We are all lying in wait for the next predator, men and women. We are screaming our stories at each other expecting to hear something different, but it's the same story, over and over again. That's what I mean by equality when I say, with extreme trepidation and equally fierce fearlessness, that I am a feminist. We are all living in the same world, and we're all terrified of each other, but we're all we have. We're the only reason we keep living. Right?

I suppose a nihilist could argue that nothing matters but pleasure and pain, and that's fine. It's lonely, but if it works for the nihilist. The reality is that relationship, sex, love, is a drug, and it's the strongest by nature. It's survival. So the nihilist also finds herself in a cycle of relationship, unable to stand to actually be lonely. That requires the acceptance that one actually experiences connection with others. If you never let yourself face life without that connection, you don't really know what it means to be completely empty, do you?

I do. I know what it's like to stare into the abyss and let it tear your soul apart, like in Doctor Who, when the Master looked into all of time and went insane and turned David Tennant, the tenth Doctor into a tiny Doctor and put him in a cage while he took over the world in order to destroy it because time is nonsense and everything is meaningless, but the Doctor couldn't let him. Everyone has to believe in the Doctor just as hard as he believes in them, which is the point of Doctor Who, that he believes in you.

I used to weep for people and their inability to take the leaps that I've taken in my life. Angry that so many would choose to be safe in a world that can never truly promise anything in regards to safety. Everything you know could fall apart in a matter of moments. I know what that feels like. Trust me. I can tell you about it, if you want.

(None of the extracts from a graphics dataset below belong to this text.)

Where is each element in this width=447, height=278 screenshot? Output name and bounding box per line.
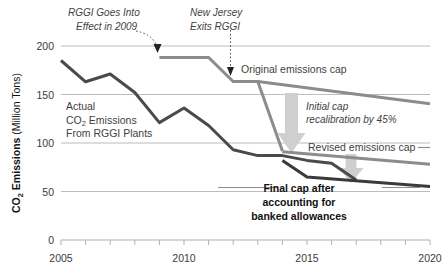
x-tick-marks	[61, 240, 430, 245]
xtick-label-2015: 2015	[295, 252, 319, 264]
ytick-label-150: 150	[36, 89, 54, 101]
annotation-final-line1: Final cap after	[263, 182, 334, 194]
chart-container: 200 150 100 50 0 2005 2010 2015 2020 CO2…	[0, 0, 447, 278]
annotation-final-cap: Final cap after accounting for banked al…	[251, 182, 347, 222]
annotation-nj-exits-line1: New Jersey	[190, 7, 243, 18]
annotation-rggi-effect-line1: RGGI Goes Into	[68, 7, 140, 18]
ytick-label-0: 0	[48, 234, 54, 246]
annotation-actual-line3: From RGGI Plants	[66, 127, 152, 139]
annotation-actual-co: CO	[66, 114, 82, 126]
svg-text:CO2 Emissions (Million Tons): CO2 Emissions (Million Tons)	[10, 73, 25, 213]
annotation-actual-emissions-word: Emissions	[86, 114, 137, 126]
xtick-label-2005: 2005	[49, 252, 73, 264]
annotation-revised-cap: Revised emissions cap	[308, 141, 416, 153]
y-axis-title: CO2 Emissions (Million Tons)	[10, 73, 25, 213]
ytick-label-100: 100	[36, 137, 54, 149]
y-axis-title-emissions: Emissions	[10, 135, 22, 193]
annotation-nj-exits-line2: Exits RGGI	[190, 21, 240, 32]
ytick-label-200: 200	[36, 40, 54, 52]
y-axis-title-co: CO	[10, 197, 22, 213]
annotation-recal-line2: recalibration by 45%	[306, 114, 397, 125]
annotation-actual-line2: CO2 Emissions	[66, 114, 137, 129]
annotation-initial-recalibration: Initial cap recalibration by 45%	[306, 101, 397, 125]
chart-svg: 200 150 100 50 0 2005 2010 2015 2020 CO2…	[0, 0, 447, 278]
annotation-nj-exits: New Jersey Exits RGGI	[190, 7, 243, 32]
annotation-final-line2: accounting for	[263, 196, 336, 208]
annotation-actual-emissions: Actual CO2 Emissions From RGGI Plants	[66, 100, 152, 139]
xtick-label-2020: 2020	[418, 252, 442, 264]
ytick-label-50: 50	[42, 186, 54, 198]
annotation-actual-line1: Actual	[66, 100, 95, 112]
xtick-label-2010: 2010	[172, 252, 196, 264]
nj-exits-leader	[227, 30, 234, 76]
annotation-rggi-effect: RGGI Goes Into Effect in 2009	[68, 7, 140, 32]
annotation-recal-line1: Initial cap	[306, 101, 349, 112]
annotation-final-line3: banked allowances	[251, 210, 347, 222]
recalibration-arrow	[278, 93, 306, 153]
annotation-rggi-effect-line2: Effect in 2009	[76, 21, 138, 32]
annotation-original-cap: Original emissions cap	[241, 63, 347, 75]
y-axis-title-units: (Million Tons)	[10, 73, 22, 135]
rggi-effect-leader	[136, 31, 162, 53]
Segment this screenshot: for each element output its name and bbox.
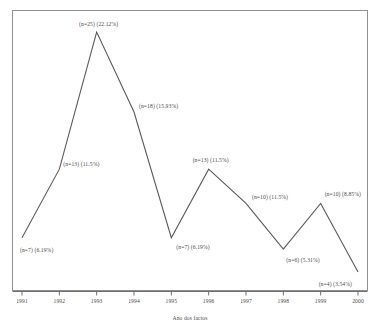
x-tick-label-1991: 1991 (16, 298, 28, 304)
point-label-1994: (n=18) (15.93%) (139, 103, 178, 110)
x-axis-tick-labels: 1991199219931994199519961997199819992000 (16, 298, 364, 304)
point-labels: (n=7) (6.19%)(n=13) (11.5%)(n=25) (22.12… (20, 21, 361, 288)
point-label-1996: (n=13) (11.5%) (193, 157, 229, 164)
x-tick-label-1996: 1996 (203, 298, 215, 304)
point-label-1995: (n=7) (6.19%) (176, 244, 209, 251)
x-axis-title: Ano dos factos (173, 315, 208, 321)
x-axis-ticks (13, 292, 368, 296)
plot-area: (n=7) (6.19%)(n=13) (11.5%)(n=25) (22.12… (0, 0, 380, 325)
x-tick-label-2000: 2000 (352, 298, 364, 304)
x-tick-label-1994: 1994 (128, 298, 140, 304)
x-tick-label-1995: 1995 (166, 298, 178, 304)
x-tick-label-1992: 1992 (54, 298, 66, 304)
point-label-1998: (n=6) (5.31%) (286, 257, 319, 264)
point-label-1999: (n=10) (8.85%) (325, 191, 361, 198)
point-label-1992: (n=13) (11.5%) (63, 161, 99, 168)
x-tick-label-1993: 1993 (91, 298, 103, 304)
point-label-1993: (n=25) (22.12%) (79, 21, 118, 28)
x-tick-label-1998: 1998 (278, 298, 290, 304)
point-label-2000: (n=4) (3.54%) (319, 281, 352, 288)
line-chart: (n=7) (6.19%)(n=13) (11.5%)(n=25) (22.12… (0, 0, 380, 325)
point-label-1991: (n=7) (6.19%) (20, 247, 53, 254)
x-tick-label-1999: 1999 (315, 298, 327, 304)
point-label-1997: (n=10) (11.5%) (252, 194, 288, 201)
x-tick-label-1997: 1997 (240, 298, 252, 304)
series-line-cases (22, 32, 358, 272)
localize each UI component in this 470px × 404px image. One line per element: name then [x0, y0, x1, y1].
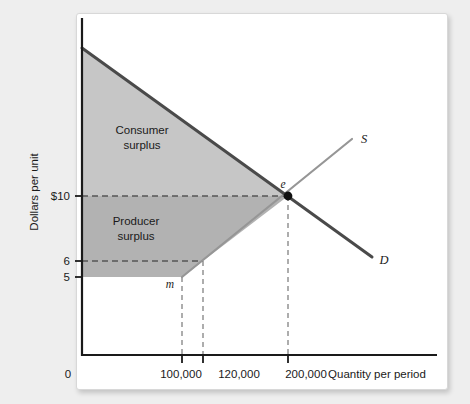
producer-surplus-region: [82, 196, 288, 277]
supply-curve-label: S: [361, 132, 368, 146]
figure-root: $10 6 5 0 100,000 120,000 200,000 Quanti…: [0, 0, 470, 404]
consumer-surplus-label-line2: surplus: [123, 139, 160, 151]
x-axis-title: Quantity per period: [328, 368, 426, 380]
equilibrium-point-marker: [284, 192, 293, 201]
producer-surplus-label-line1: Producer: [113, 215, 160, 227]
surplus-chart: $10 6 5 0 100,000 120,000 200,000 Quanti…: [0, 0, 470, 404]
consumer-surplus-label-line1: Consumer: [115, 124, 168, 136]
x-tick-label-0: 0: [65, 368, 71, 380]
demand-curve-label: D: [378, 253, 388, 267]
y-axis-title: Dollars per unit: [28, 153, 40, 231]
y-tick-label-6: 6: [64, 255, 70, 267]
y-tick-label-10: $10: [51, 190, 70, 202]
supply-origin-point-label: m: [166, 278, 174, 290]
producer-surplus-label-line2: surplus: [117, 230, 154, 242]
x-tick-label-120000: 120,000: [218, 368, 260, 380]
equilibrium-point-label: e: [280, 178, 285, 190]
y-tick-label-5: 5: [64, 271, 70, 283]
x-tick-label-200000: 200,000: [285, 368, 327, 380]
x-tick-label-100000: 100,000: [160, 368, 202, 380]
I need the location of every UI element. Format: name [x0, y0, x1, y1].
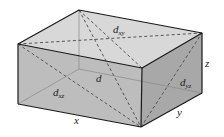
label-d: d [96, 72, 102, 84]
label-x: x [73, 114, 79, 126]
label-y: y [176, 106, 182, 118]
label-z: z [204, 57, 210, 69]
box-diagram: dxy d dxz dyz x y z [0, 0, 224, 137]
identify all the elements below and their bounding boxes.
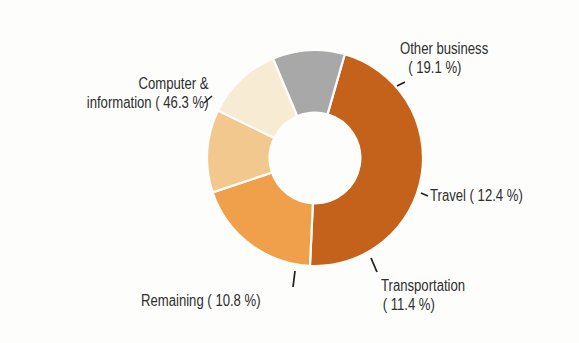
label-other-business-line2: ( 19.1 %) (400, 58, 488, 77)
leader-line-transportation (371, 258, 377, 272)
leader-line-travel (421, 193, 428, 196)
label-computer-line2: information ( 46.3 %) (87, 93, 209, 112)
label-travel-line1: Travel ( 12.4 %) (430, 186, 523, 205)
leader-line-remaining (293, 271, 295, 287)
label-transportation-line1: Transportation (381, 276, 465, 295)
label-remaining-line1: Remaining ( 10.8 %) (141, 291, 261, 310)
leader-line-other-business (397, 82, 405, 86)
donut-slices (207, 50, 423, 266)
label-transportation: Transportation ( 11.4 %) (381, 276, 465, 314)
label-other-business: Other business ( 19.1 %) (400, 39, 488, 77)
donut-chart: Computer & information ( 46.3 %) Other b… (0, 0, 579, 343)
label-travel: Travel ( 12.4 %) (430, 186, 523, 205)
label-computer-information: Computer & information ( 46.3 %) (87, 74, 209, 112)
label-transportation-line2: ( 11.4 %) (381, 295, 465, 314)
label-other-business-line1: Other business (400, 39, 488, 58)
label-remaining: Remaining ( 10.8 %) (141, 291, 261, 310)
label-computer-line1: Computer & (87, 74, 209, 93)
donut-chart-svg (0, 0, 579, 343)
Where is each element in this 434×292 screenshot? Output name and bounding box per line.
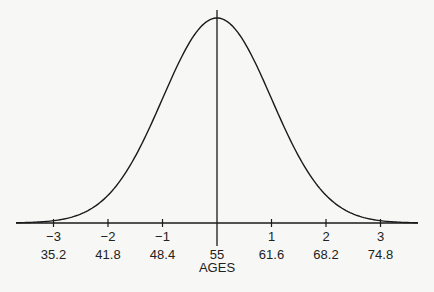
z-tick-label: 3 bbox=[377, 229, 384, 244]
z-tick-label: −1 bbox=[155, 229, 170, 244]
age-tick-label: 61.6 bbox=[259, 247, 284, 262]
age-tick-label: 68.2 bbox=[313, 247, 338, 262]
age-tick-label: 41.8 bbox=[95, 247, 120, 262]
x-axis-label: AGES bbox=[199, 260, 235, 275]
z-tick-label: −2 bbox=[101, 229, 116, 244]
normal-distribution-chart: −3−2−1123 35.241.848.45561.668.274.8 AGE… bbox=[0, 0, 434, 292]
age-tick-label: 74.8 bbox=[368, 247, 393, 262]
z-score-labels: −3−2−1123 bbox=[46, 229, 384, 244]
z-tick-label: 1 bbox=[268, 229, 275, 244]
age-tick-label: 35.2 bbox=[41, 247, 66, 262]
z-tick-label: −3 bbox=[46, 229, 61, 244]
z-tick-label: 2 bbox=[322, 229, 329, 244]
age-tick-label: 48.4 bbox=[150, 247, 175, 262]
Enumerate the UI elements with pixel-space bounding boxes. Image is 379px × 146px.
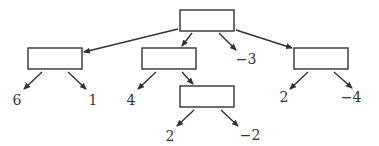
arrow-edge <box>236 30 292 48</box>
leaf-value: 6 <box>13 92 22 108</box>
tree-nodes <box>28 10 348 107</box>
arrow-edge <box>219 33 236 50</box>
node-box-left <box>28 48 82 69</box>
node-box-right <box>294 48 348 69</box>
node-box-mid <box>142 48 196 69</box>
leaf-value: −4 <box>341 89 362 105</box>
arrow-edge <box>138 72 156 89</box>
node-box-midchild <box>180 86 234 107</box>
arrow-edge <box>182 72 193 84</box>
tree-edges <box>24 29 352 126</box>
arrow-edge <box>24 72 42 89</box>
leaf-value: −2 <box>240 127 261 143</box>
arrow-edge <box>290 72 308 89</box>
leaf-value: −3 <box>236 51 257 67</box>
arrow-edge <box>221 110 238 126</box>
node-box-root <box>180 10 234 31</box>
leaf-value: 4 <box>127 92 136 108</box>
leaf-value: 2 <box>280 89 289 105</box>
arrow-edge <box>68 72 86 89</box>
arrow-edge <box>177 110 194 126</box>
tree-diagram <box>0 0 379 146</box>
leaf-value: 1 <box>89 92 98 108</box>
arrow-edge <box>334 72 352 88</box>
leaf-value: 2 <box>166 128 175 144</box>
arrow-edge <box>182 33 192 46</box>
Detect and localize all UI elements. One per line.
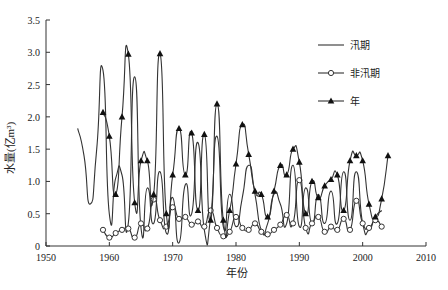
series-line: [103, 45, 388, 237]
circle-marker: [157, 218, 162, 223]
legend: 汛期非汛期年: [318, 40, 380, 107]
circle-marker: [107, 235, 112, 240]
x-tick-label: 1970: [163, 252, 183, 263]
circle-marker: [227, 229, 232, 234]
circle-marker: [100, 227, 105, 232]
circle-marker: [113, 230, 118, 235]
triangle-marker: [271, 188, 278, 194]
circle-marker: [360, 221, 365, 226]
triangle-marker: [106, 133, 113, 139]
triangle-marker: [220, 217, 227, 223]
circle-marker: [309, 221, 314, 226]
legend-item: 年: [318, 95, 360, 107]
y-tick-label: 0: [35, 241, 40, 252]
triangle-marker: [214, 100, 221, 106]
triangle-marker: [131, 199, 138, 205]
x-tick-label: 2000: [353, 252, 373, 263]
legend-label: 汛期: [350, 40, 370, 51]
legend-item: 非汛期: [318, 68, 380, 79]
triangle-marker: [176, 125, 183, 131]
triangle-marker: [169, 171, 176, 177]
triangle-marker: [233, 160, 240, 166]
triangle-marker: [207, 217, 214, 223]
triangle-marker: [125, 51, 132, 57]
circle-marker: [119, 227, 124, 232]
circle-marker: [170, 205, 175, 210]
circle-marker: [202, 224, 207, 229]
circle-marker: [354, 198, 359, 203]
triangle-marker: [385, 152, 392, 158]
y-tick-label: 0.5: [28, 209, 41, 220]
circle-marker: [328, 224, 333, 229]
triangle-marker: [195, 207, 202, 213]
circle-marker: [347, 227, 352, 232]
circle-marker-icon: [328, 70, 333, 75]
y-tick-label: 2.5: [28, 80, 41, 91]
plot-area: [78, 45, 392, 245]
circle-marker: [195, 219, 200, 224]
circle-marker: [189, 222, 194, 227]
y-tick-label: 1.5: [28, 144, 41, 155]
triangle-marker: [334, 171, 341, 177]
circle-marker: [379, 224, 384, 229]
triangle-marker: [359, 157, 366, 163]
circle-marker: [126, 226, 131, 231]
triangle-marker: [252, 188, 259, 194]
y-tick-label: 2.0: [28, 112, 41, 123]
x-tick-label: 1950: [36, 252, 56, 263]
legend-label: 非汛期: [350, 68, 380, 79]
legend-label: 年: [350, 95, 360, 107]
circle-marker: [138, 221, 143, 226]
circle-marker: [214, 225, 219, 230]
circle-marker: [183, 214, 188, 219]
circle-marker: [145, 226, 150, 231]
y-tick-label: 3.5: [28, 15, 41, 26]
circle-marker: [366, 225, 371, 230]
circle-marker: [278, 222, 283, 227]
circle-marker: [132, 235, 137, 240]
triangle-marker: [201, 131, 208, 137]
circle-marker: [322, 229, 327, 234]
circle-marker: [265, 232, 270, 237]
circle-marker: [284, 212, 289, 217]
circle-marker: [316, 214, 321, 219]
x-axis-label: 年份: [226, 266, 248, 279]
circle-marker: [259, 229, 264, 234]
x-tick-label: 1990: [289, 252, 309, 263]
y-tick-label: 1.0: [28, 176, 41, 187]
triangle-marker: [296, 158, 303, 164]
triangle-marker: [182, 171, 189, 177]
circle-marker: [176, 216, 181, 221]
circle-marker: [290, 221, 295, 226]
circle-marker: [341, 216, 346, 221]
triangle-marker: [150, 191, 157, 197]
water-volume-chart: 00.51.01.52.02.53.03.5195019601970198019…: [0, 0, 448, 290]
circle-marker: [233, 214, 238, 219]
circle-marker: [246, 227, 251, 232]
triangle-marker: [245, 151, 252, 157]
triangle-marker: [366, 200, 373, 206]
triangle-marker: [119, 113, 126, 119]
y-axis-label: 水量(亿m³): [4, 122, 17, 175]
x-tick-label: 1960: [99, 252, 119, 263]
triangle-marker: [378, 195, 385, 201]
x-tick-label: 1980: [226, 252, 246, 263]
circle-marker: [271, 227, 276, 232]
x-tick-label: 2010: [416, 252, 436, 263]
triangle-marker: [157, 50, 164, 56]
circle-marker: [240, 225, 245, 230]
circle-marker: [335, 227, 340, 232]
triangle-marker: [144, 157, 151, 163]
legend-item: 汛期: [318, 40, 370, 51]
triangle-marker: [347, 157, 354, 163]
circle-marker: [252, 221, 257, 226]
circle-marker: [303, 225, 308, 230]
y-tick-label: 3.0: [28, 47, 41, 58]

I'm not angry any more at the people I love. I understand. If you can postpone the shock of reality in your life, I suggest you relish that time. I try to hold onto those moments in my life now with both arms. I've lain in bed at night with my arms wrapped around my shoulders, weeping at the vastness of being alone. Now my arms are full.

I did not know how to go about things because that book hasn't been written yet. I had to do the research first. Now I bask in the glow of the terrifying world we live in, where voices are rising out of the mob, voices that have never been heard before, telling stories of roads that have only recently been traversed.

Those roads are still open. They are waiting to teach us to be better helpers of one another because we are all we have. I want to help the voices. I want to encourage them, to encourage you to love yourself, not only so that you can love others, but also because loving yourself is the greatest challenge you will face, and the rewards are like a wellspring...I imagine. I'm new here myself.

I've been baking cookies in waves for over a year now, since I first hit the bottom of my well, coping in the best possible way. It's cool, though, because I've also been moving my body for the better part of every day in some form or fashion. Treat yourself. Learn to make something you love. Learn to make yourself, and be what you love. Then teach others to do the same. You are a wellspring. You are the answer. You are overflowing.